A BASIC OVERVIEW OF WHAT WE HAVE COVERED SO FAR:
Subjects and verbs
- What the sentence is about, and what the subject is doing.
- the/a/an
- a noun that renames or further defines the subject and which follows a linking verb
The following verbs are true linking verbs:
- any form of the verb be [am, is, are, was, were, has been, are being, might have been, etc.], become, and seem. These true linking verbs are always linking verbs.
- appear, feel, grow, look, prove, remain, smell, sound, taste, and turn. Sometimes these verbs are linking verbs; sometimes they are action verbs.
How do you tell when they are action verbs and when they are linking verbs?
- If you can substitute am, is, or are and the sentence still sounds logical, you have a linking verb on your hands.
- If, after the substitution, the sentence makes no sense, you are dealing with an action verb instead.
- Here are some examples:
- Sylvia tasted the spicy squid eyeball stew.
- Sylvia is the stew? I don't think so! Tasted, therefore, is an action verb in this sentence, something Sylvia is doing.
- The squid eyeball stew tasted good.
- The stew is good? You bet.
Attributive Adjectives
- Adjectives that come right before the nouns they describe
Predicate Adjectives
- An adjective that follows a linking verb and modifies the subject
Possessive Pronouns
- My, your, his, her, its, our, and their - modify nouns and appear next to the nouns they modify. Diagrammed like other adjectives.
- Mine, yours, his, hers, its, ours and theirs - never next to the nouns they modify. Can be subjects (Yours is blue), predicate nominatives (That car is his), and direct objects (Eat yours)
Direct Objects
- A noun or pronoun that receives the action of a verb. Combine the NON-LINKING verb in the sentence and the question what? or whom? to see if there is a direct object.
Questions
- Diagrammed like a regular sentence--only the capitalization tips you off that it's a question.
Adverbs
- Modify verbs, adjectives, and other adverbs. They go under whatever they modify.
- Adverbs answer how, when, where, to what degree and with what frequency.
Commands
- Have an implied subject, indicated by an "X" on the subject space of the diagram.
- The remainder of the diagram is completed like any other sentence.
You will have a minimum of five sentences to diagram tomorrow.
You spoke in small groups with classmates about your poems today. After reading aloud, you explained your poem's meaning and answered questions about it. Collectively, you brainstormed ways of gesturing, inflecting, enunciating, pausing, emoting, and raising and lowering voice volume to convey that meaning.
HOMEWORK
1. Study for quiz. It will cover vocabulary from units 1-3 (emphasis on unit 3, with sentence matching, picking the correct sentence out of a group, and writing your own sentences), MLA format (2 pairs of quotes for which you must pick the correct one and explain why it is correct, and you will be given one quotation to incorporate and cite in a sentence of your own), and sentence diagrams (no fewer than five).
2. VERY IMPORTANT!!! Your poem must be fully memorized by TUESDAY, OCTOBER 14th. On that day, we will draw names from a hat, and those picked will recite their poems for judging. The remainder will go on Thursday, October 16th (if you are in group 2) or on Friday, October 17th (if you are in groups 4 or 6) (Wednesday is PSAT day and Thursday is E day, when 2 sections don't meet). Your recitation scores will count toward your first quarter grade. I and your classmates will judge your recitations. You have had enough experience in judging now that you should fully understand each of the separate criteria, and you know that the first question to ask when watching a recitation is "Is the presenter's interpretation sound, and does the presenter make that interpretation accessible to me?"
Have a good night and holler with questions.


## Prompt
Each line of the entries, from the first to the line containing "This screenshot has width=712, height=347.", is to be transcribed exactly as it stands; include no other lines.

-------------------------

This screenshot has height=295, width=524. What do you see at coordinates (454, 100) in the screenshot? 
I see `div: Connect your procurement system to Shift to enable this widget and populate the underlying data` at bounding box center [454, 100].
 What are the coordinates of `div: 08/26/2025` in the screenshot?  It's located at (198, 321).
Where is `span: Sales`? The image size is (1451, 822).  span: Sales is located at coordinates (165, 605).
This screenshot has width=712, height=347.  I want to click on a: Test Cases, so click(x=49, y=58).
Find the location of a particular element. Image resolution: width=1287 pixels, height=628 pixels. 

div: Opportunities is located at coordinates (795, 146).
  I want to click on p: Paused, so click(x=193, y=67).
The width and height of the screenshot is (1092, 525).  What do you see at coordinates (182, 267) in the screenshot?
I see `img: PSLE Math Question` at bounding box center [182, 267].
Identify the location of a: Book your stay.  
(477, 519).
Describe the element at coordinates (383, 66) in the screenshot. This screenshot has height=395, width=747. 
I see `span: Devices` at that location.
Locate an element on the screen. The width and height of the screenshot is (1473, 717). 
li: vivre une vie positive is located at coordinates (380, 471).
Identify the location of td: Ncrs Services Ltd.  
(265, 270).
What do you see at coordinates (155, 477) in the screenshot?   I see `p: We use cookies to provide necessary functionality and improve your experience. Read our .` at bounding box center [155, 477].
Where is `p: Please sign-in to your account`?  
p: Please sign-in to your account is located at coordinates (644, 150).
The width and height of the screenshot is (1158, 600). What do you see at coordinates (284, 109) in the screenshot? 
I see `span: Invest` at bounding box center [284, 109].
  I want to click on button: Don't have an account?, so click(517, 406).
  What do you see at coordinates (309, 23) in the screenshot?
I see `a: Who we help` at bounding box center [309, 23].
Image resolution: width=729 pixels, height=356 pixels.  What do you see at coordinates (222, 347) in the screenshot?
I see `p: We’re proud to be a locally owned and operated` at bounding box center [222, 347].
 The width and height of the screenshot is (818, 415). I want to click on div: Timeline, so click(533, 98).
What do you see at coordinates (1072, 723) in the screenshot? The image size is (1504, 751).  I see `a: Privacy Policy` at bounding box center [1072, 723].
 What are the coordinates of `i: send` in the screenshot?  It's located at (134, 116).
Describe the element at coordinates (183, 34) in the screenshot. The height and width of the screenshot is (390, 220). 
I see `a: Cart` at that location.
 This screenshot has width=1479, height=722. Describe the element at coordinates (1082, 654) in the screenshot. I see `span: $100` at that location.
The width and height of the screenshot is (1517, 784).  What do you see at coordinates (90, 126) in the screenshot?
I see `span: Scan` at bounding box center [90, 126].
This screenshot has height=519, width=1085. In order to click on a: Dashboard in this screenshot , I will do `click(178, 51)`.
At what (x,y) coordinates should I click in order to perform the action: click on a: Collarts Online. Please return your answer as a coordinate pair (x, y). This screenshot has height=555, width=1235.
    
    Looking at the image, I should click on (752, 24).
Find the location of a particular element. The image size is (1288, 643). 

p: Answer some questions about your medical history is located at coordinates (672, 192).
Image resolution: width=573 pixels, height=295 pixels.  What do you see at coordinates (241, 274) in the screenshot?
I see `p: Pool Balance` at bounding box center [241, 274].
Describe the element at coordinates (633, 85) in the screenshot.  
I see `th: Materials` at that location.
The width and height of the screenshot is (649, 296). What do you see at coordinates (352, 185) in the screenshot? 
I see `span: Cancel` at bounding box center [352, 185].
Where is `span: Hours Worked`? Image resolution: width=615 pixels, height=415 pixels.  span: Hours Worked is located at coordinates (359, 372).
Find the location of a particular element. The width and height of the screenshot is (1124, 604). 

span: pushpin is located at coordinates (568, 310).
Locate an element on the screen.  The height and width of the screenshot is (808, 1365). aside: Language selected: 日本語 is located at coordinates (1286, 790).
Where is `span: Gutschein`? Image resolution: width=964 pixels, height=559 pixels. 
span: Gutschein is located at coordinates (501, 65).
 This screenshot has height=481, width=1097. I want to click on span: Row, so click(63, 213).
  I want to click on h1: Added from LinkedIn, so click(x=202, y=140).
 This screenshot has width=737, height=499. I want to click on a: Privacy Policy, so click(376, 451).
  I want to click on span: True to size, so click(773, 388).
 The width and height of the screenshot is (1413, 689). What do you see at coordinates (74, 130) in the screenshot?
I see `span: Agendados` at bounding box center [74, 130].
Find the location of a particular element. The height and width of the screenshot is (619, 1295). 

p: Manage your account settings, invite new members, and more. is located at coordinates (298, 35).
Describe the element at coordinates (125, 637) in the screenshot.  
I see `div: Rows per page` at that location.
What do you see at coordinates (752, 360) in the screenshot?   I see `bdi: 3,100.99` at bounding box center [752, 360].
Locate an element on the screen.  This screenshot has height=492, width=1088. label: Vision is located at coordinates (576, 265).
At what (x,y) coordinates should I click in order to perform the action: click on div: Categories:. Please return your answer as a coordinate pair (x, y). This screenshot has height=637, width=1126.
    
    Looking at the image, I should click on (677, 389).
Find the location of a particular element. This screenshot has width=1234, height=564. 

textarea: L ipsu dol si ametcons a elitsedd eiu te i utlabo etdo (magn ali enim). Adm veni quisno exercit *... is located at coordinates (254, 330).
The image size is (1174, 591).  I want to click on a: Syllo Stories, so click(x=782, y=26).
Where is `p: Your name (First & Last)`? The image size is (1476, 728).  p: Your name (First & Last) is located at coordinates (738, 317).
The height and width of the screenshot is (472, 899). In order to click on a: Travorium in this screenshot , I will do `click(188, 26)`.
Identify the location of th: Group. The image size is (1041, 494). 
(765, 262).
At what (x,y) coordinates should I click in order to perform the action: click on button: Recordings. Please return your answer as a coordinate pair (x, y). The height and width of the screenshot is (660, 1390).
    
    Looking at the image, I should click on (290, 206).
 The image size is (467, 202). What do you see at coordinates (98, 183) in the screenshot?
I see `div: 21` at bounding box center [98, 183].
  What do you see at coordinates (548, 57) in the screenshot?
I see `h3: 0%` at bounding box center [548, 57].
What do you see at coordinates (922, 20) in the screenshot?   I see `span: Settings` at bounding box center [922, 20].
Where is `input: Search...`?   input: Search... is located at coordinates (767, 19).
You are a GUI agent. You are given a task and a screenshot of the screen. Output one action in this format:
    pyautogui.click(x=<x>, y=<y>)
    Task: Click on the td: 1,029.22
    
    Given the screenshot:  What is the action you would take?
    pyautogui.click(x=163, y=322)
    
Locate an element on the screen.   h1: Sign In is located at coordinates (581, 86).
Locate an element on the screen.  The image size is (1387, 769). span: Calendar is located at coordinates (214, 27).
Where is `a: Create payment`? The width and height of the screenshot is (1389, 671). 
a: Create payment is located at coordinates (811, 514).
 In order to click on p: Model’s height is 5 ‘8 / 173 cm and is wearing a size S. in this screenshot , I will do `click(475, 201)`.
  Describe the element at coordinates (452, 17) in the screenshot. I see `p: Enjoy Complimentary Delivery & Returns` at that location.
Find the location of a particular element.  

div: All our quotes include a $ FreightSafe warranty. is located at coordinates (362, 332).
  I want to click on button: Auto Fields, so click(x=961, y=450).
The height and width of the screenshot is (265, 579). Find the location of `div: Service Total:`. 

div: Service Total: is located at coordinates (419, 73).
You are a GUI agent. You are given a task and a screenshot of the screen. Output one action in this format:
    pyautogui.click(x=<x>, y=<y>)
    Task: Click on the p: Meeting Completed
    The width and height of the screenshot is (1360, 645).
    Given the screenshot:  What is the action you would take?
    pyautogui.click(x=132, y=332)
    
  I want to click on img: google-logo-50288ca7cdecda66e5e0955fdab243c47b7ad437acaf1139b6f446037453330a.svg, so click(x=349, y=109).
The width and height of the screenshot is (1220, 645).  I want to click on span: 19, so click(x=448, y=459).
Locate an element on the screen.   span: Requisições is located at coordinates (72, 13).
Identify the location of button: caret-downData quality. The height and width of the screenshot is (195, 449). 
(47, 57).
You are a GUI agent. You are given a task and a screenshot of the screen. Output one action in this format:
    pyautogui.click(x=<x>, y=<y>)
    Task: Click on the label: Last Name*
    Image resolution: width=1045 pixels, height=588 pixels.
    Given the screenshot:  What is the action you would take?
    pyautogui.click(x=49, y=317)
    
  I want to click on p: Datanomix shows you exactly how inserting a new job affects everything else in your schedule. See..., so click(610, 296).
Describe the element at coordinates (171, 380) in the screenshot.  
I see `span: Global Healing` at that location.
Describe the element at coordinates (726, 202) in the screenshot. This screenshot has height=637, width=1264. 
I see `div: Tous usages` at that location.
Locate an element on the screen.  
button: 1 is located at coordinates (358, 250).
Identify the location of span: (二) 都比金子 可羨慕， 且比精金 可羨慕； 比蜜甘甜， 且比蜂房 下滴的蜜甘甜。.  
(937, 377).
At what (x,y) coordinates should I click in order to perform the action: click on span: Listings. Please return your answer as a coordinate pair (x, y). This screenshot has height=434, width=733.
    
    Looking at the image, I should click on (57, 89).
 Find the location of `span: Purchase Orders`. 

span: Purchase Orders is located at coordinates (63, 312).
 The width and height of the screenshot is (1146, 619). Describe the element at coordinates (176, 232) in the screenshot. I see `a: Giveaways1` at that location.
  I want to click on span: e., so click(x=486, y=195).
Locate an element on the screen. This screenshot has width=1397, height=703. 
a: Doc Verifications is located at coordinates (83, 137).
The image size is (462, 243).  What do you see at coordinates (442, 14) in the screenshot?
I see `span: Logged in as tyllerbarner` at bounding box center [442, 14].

-------------------------

## Response
This screenshot has height=295, width=524. What do you see at coordinates (454, 100) in the screenshot? 
I see `div: Connect your procurement system to Shift to enable this widget and populate the underlying data` at bounding box center [454, 100].
 What are the coordinates of `div: 08/26/2025` in the screenshot?  It's located at (198, 321).
Where is `span: Sales`? The image size is (1451, 822).  span: Sales is located at coordinates (165, 605).
This screenshot has width=712, height=347.  I want to click on a: Test Cases, so click(x=49, y=58).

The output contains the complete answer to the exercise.